What Bounda proves
Bounda checks whether a declared decision actually held against the downstream reality it was supposed to control.
- Declared decision: rejected, denied, cancelled or revoked.
- Provider reality: objects, jobs, URLs, credentials, mutations, captures or settlements.
- Consequence graph: what was created after the boundary should have stopped.
- Verdict: HELD, BREACHED or OPEN when proof is incomplete.
The deliverable is an artifact: certificate, ledger, manifest, hashes and replay notes.
Plain-English stop-line
A boundary is the stop-line between a software decision and a real-world consequence. If the decision says rejected, denied, cancelled or revoked, the downstream system should not create money movement, access, data exposure, jobs or tool execution.

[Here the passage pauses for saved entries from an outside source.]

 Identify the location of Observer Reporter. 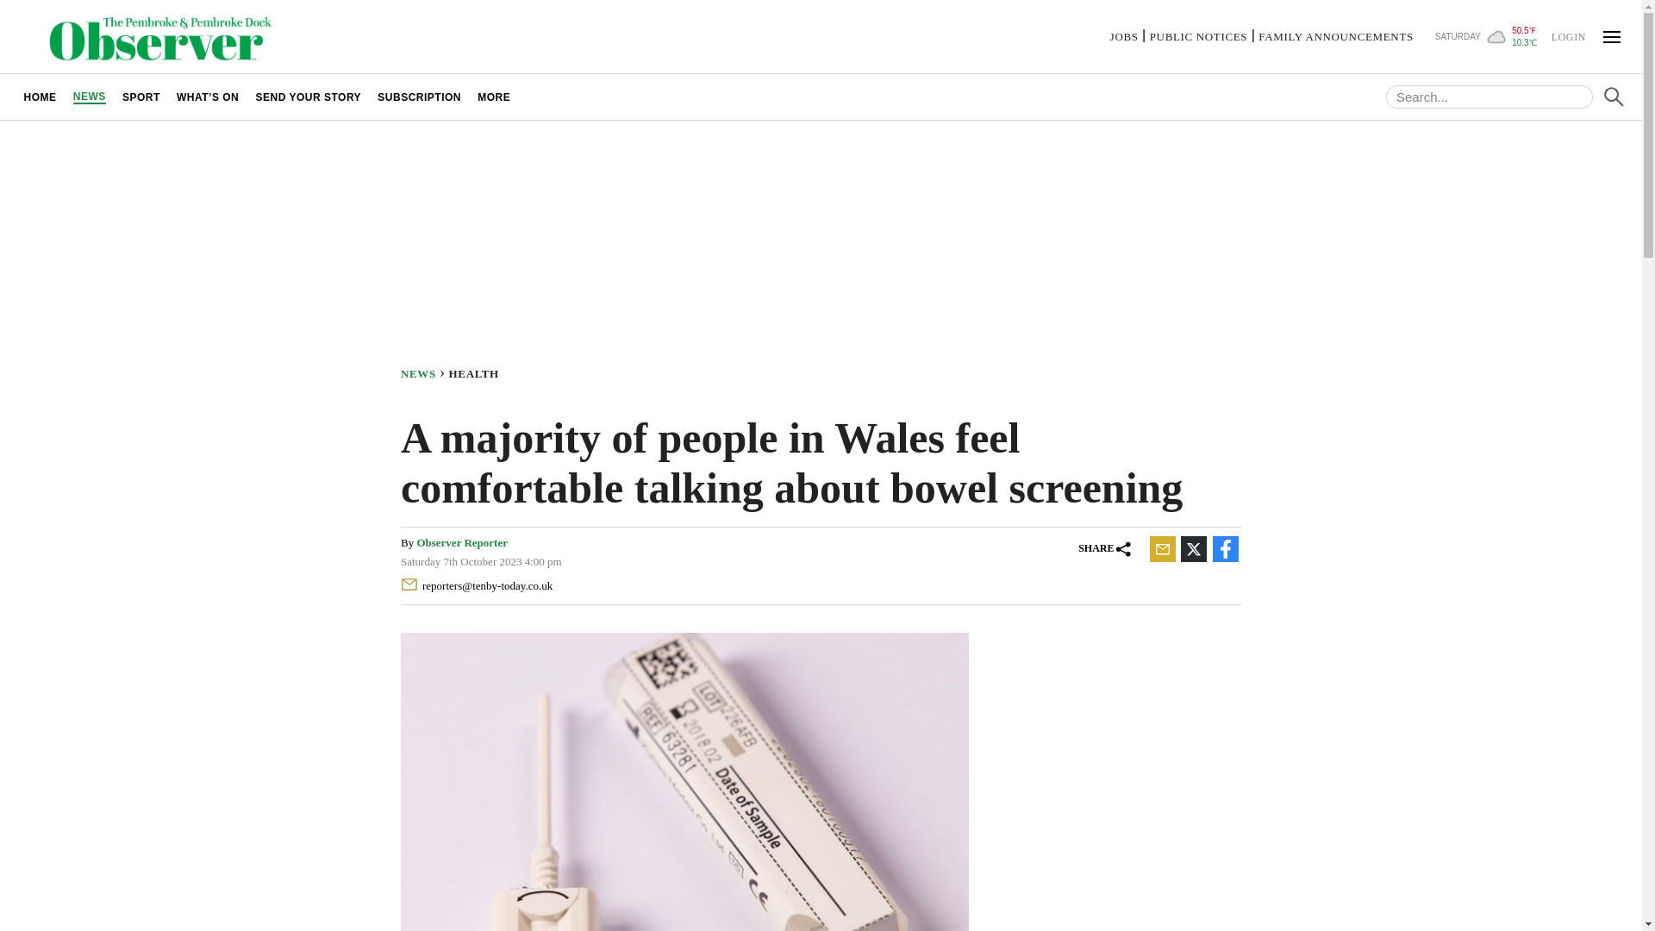
(462, 543).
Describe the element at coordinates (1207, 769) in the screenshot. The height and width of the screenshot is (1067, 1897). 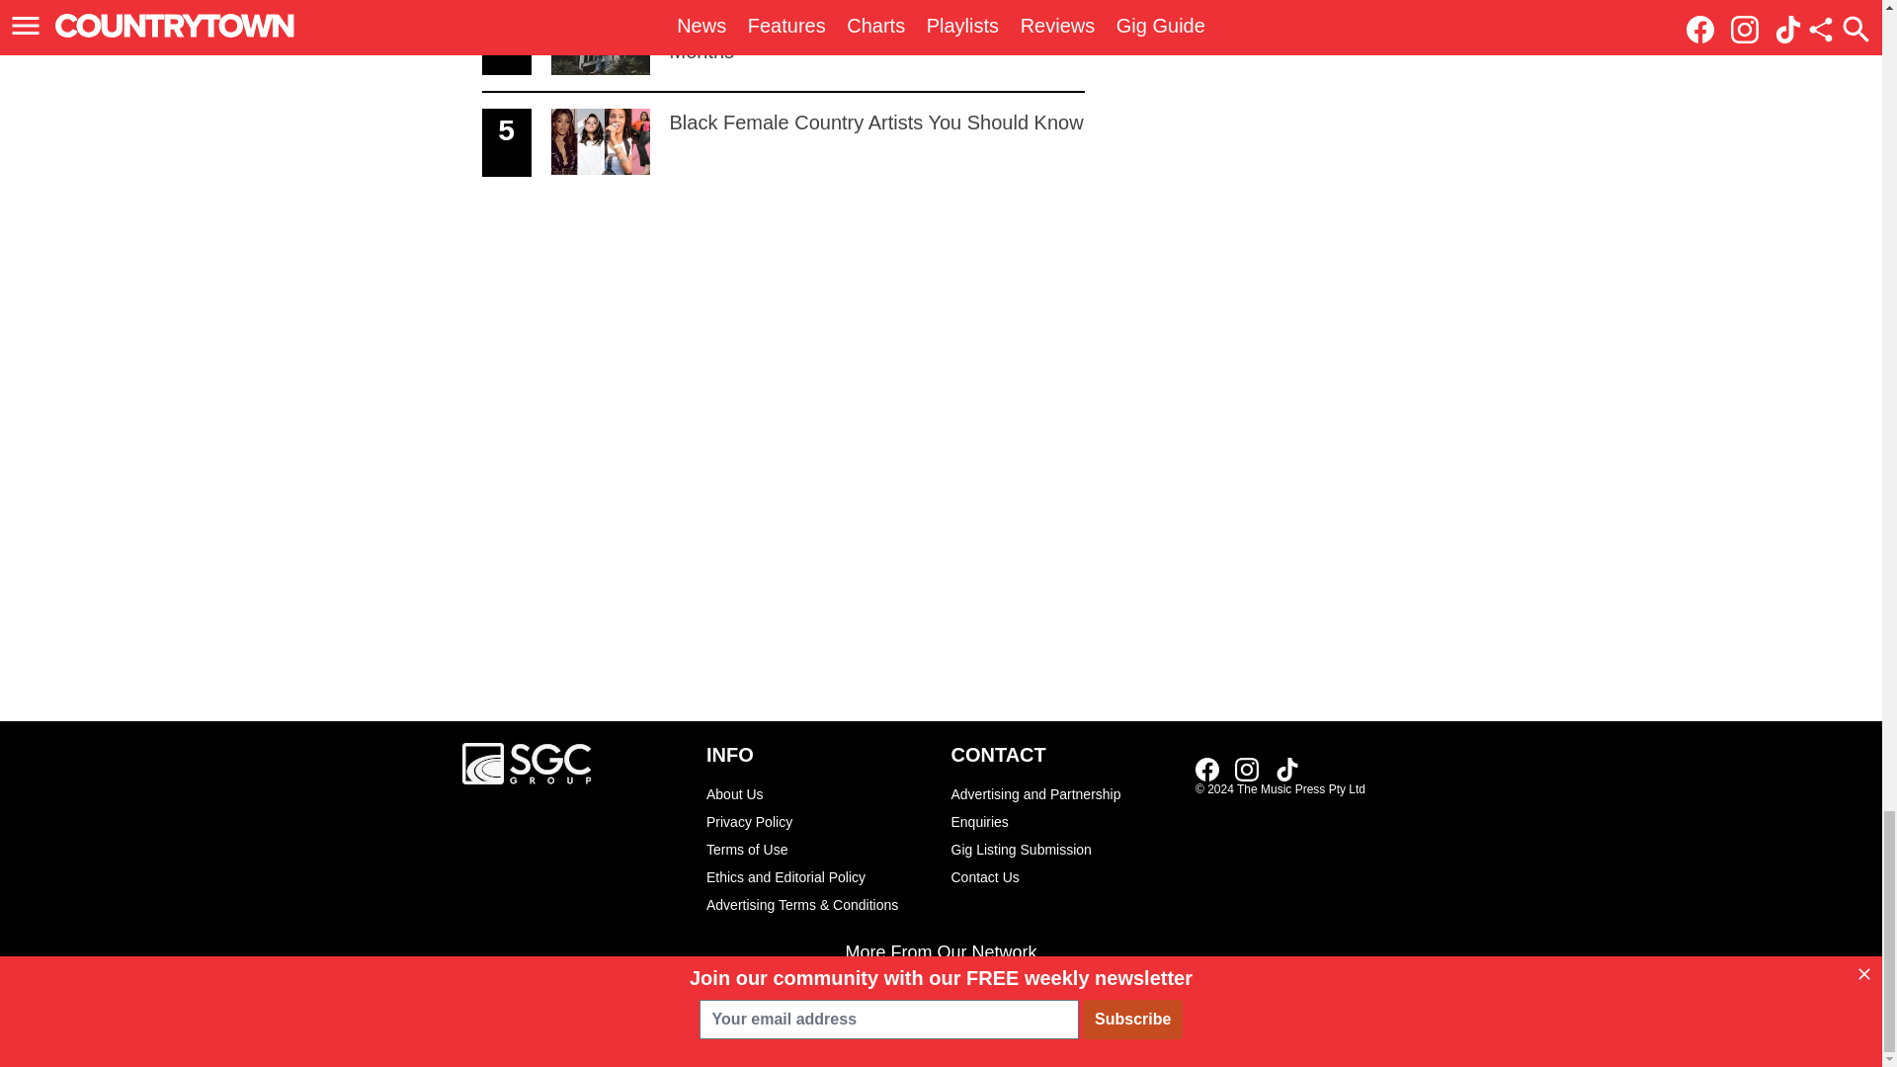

| Decision | Consequence that must not happen |
|---|---|
| Payment rejected | No capture, fee, webhook or settlement. |
| Access denied | No credential, token, role or session. |
| AI action blocked | No tool execution, memory write or token burn. |
| Export refused | No signed URL, file, row window or blob. |
Evidence labels
| Label | Meaning |
|---|---|
| MEASURED | Directly observed in receipts, provider exports, ledgers or logs. |
| DERIVED | Calculated from measured evidence, such as exposure windows. |
| MODELLED | Estimated from agreed assumptions, such as operational cost. |
| UNKNOWN | Not claimed until the missing evidence is provided. |
Replay path
Each sample verdict pack includes commands and hashes so a reviewer can see how the artifact shape is verified. Customer packs use scoped transfer and agreed retention rules.
bounda verify --manifest evidence-manifest.sample.json sha256sum -c SHA256SUMS.txt
What Bounda does not claim
- It does not certify an entire company as compliant.
- It does not turn modelled values into measured proof.
- It does not require sensitive data in the public web form.
- It does not replace legal, audit or regulatory advice.